Nissan Heritage Center Revs on the road
It’s a unexceptional-looking building next to a unexceptional-looking factory near Yokohama, Japan. Yet inside is an enormous collection of various Datsuns and Nissans, the automaker’s history carefully lined up in rows.
First car inside the door is the diminutive Datsun 12, a car that looks like it would fit in the bed of a modern Nissan Titan pickup. At the far side of the display are race cars–one called the “Monster Bird”–with up to 800 horsepower and the winner’s laurels at such races as the 24 Hours of Daytona.
We’ve put together a “stroll” though the collection, not surprisingly concentrating on the sports and race cars.

We all know the Z car from its first launch as it became a big part of the U.S. sports car scene. This happens to be one we didn’t get, a Z432 with the Skyline twin-cam engine.



A car Nissan should have built. While Honda was developing the NSX to take on struggling Ferrari and Porsche in the mid-1980s, Nissan was working on the MID4…mid-engine with 4-wheel drive. They even got to a second-generation version, seen here, the MID4 II with 330 horsepower and 4-wheel steering. Mission scrubbed…darn shame.
There’s nothing fancy about the Nissan Heritage Center, but the rows of cars chronicle the automaker’s history and are detailed on an extensive website.

An almost CanAm car, the 1968 Nissan R381 was powered by a 5460-cc Chevrolet V-8 with a Hewland gearbox. Built for the Japan Grand Prix, it was nicknamed the “Monster Bird.” That rear wing is actually two wings, the left and right sides being individually adjustable.


Before it became part of Nissan, Prince was into racing and determined to beat Porsche. It developed the R380I for the Japan Grand Prix and did the trick in 1966, beating Porsche 906s.

This R380 was built by Prince before its merger with Nissan. The car’s claim to fame was setting 7 international speed records. In the ultimate form–now as the Nissan R380A-III–the car had a 250-horsepower GR8 inline twin-cam six.


Nissan rallied the Fairlady Z with success, this car winning the 1971 Safari Rally driven by E. Hermann / H. Schuller.


At first Nissan bought chassis for its Group C racers, but then created its own for the R91CP. The reward? This car won the 1992 24 Hours of Daytona driven by Masahiro Hasemi, K. Hoshino, and Toshio Suzuki, a first for an all-Japanese team.




For 2002, Nissan raced the BNR34 version of the Skyline GT-R in the Japan GT Championship.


Take the material below and reproduce, word for word, only the lines from the line with "You are a GUI" through the line with "Image resolution: width=1124".

> _Data under study_
----
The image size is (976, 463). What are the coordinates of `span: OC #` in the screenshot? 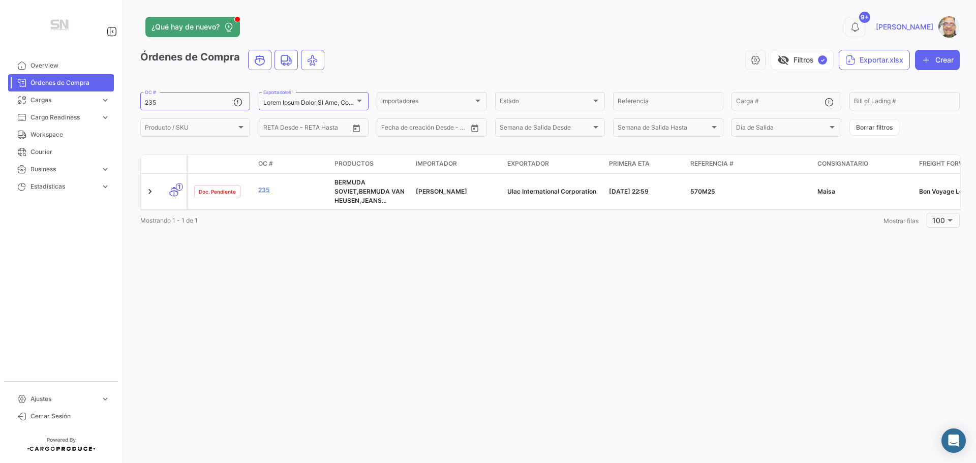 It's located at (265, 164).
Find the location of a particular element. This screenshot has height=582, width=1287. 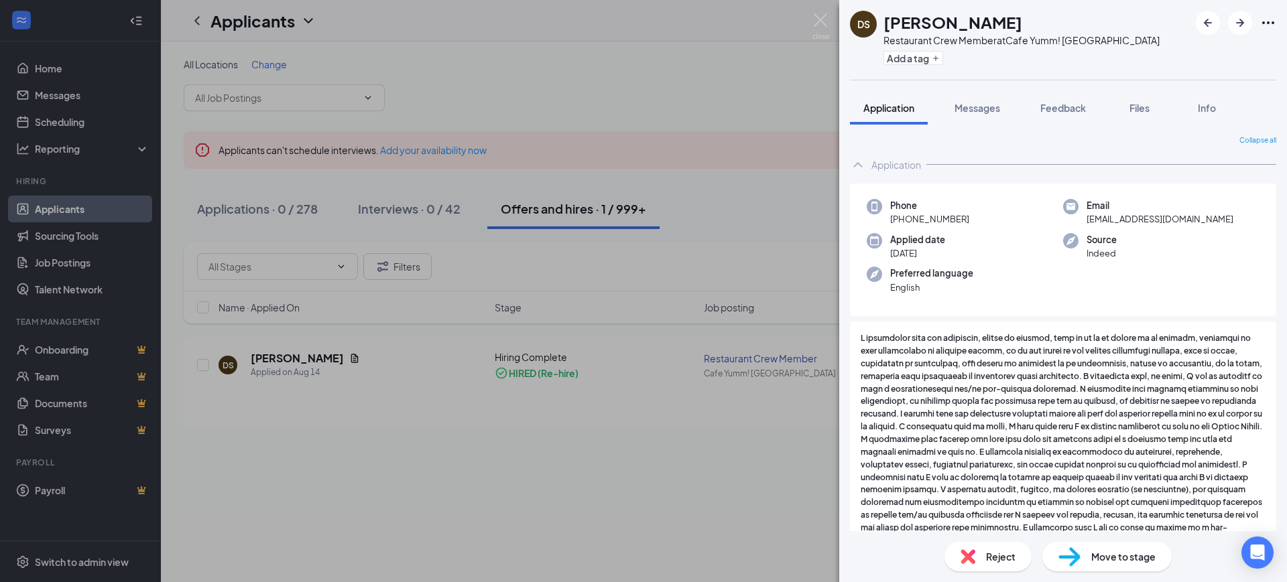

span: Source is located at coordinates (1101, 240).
----
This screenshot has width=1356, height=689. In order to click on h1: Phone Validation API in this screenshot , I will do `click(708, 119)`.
----
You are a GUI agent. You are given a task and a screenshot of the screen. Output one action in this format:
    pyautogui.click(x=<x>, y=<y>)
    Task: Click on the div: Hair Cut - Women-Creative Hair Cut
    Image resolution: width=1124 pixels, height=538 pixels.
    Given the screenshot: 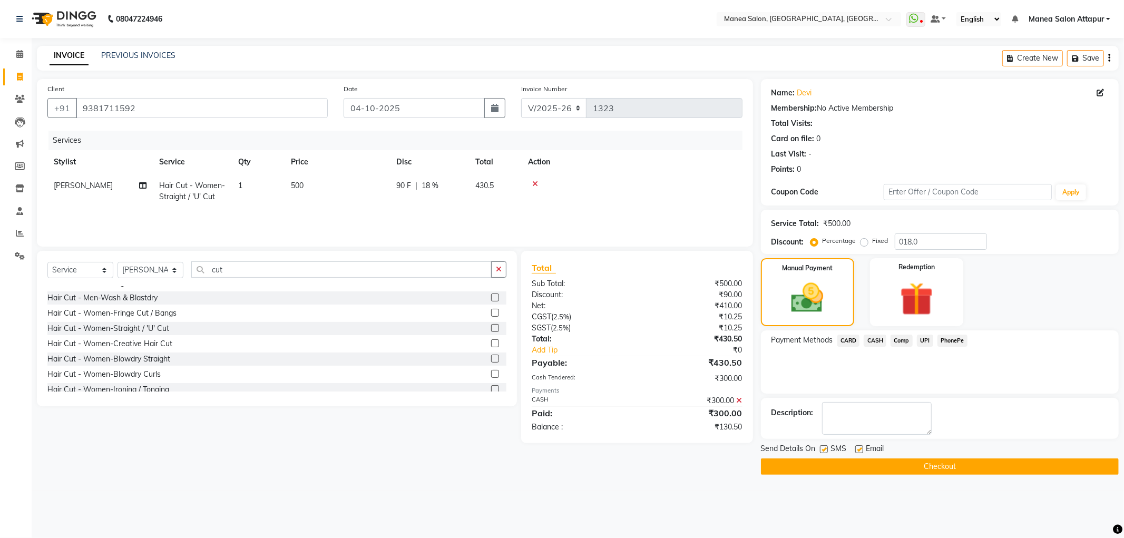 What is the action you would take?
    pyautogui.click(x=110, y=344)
----
> _Reply_
You are a GUI agent. You are given a task and a screenshot of the screen. Output one action in this format:
    pyautogui.click(x=<x>, y=<y>)
    Task: Click on the div: Hair Cut - Women-Creative Hair Cut
    Image resolution: width=1124 pixels, height=538 pixels.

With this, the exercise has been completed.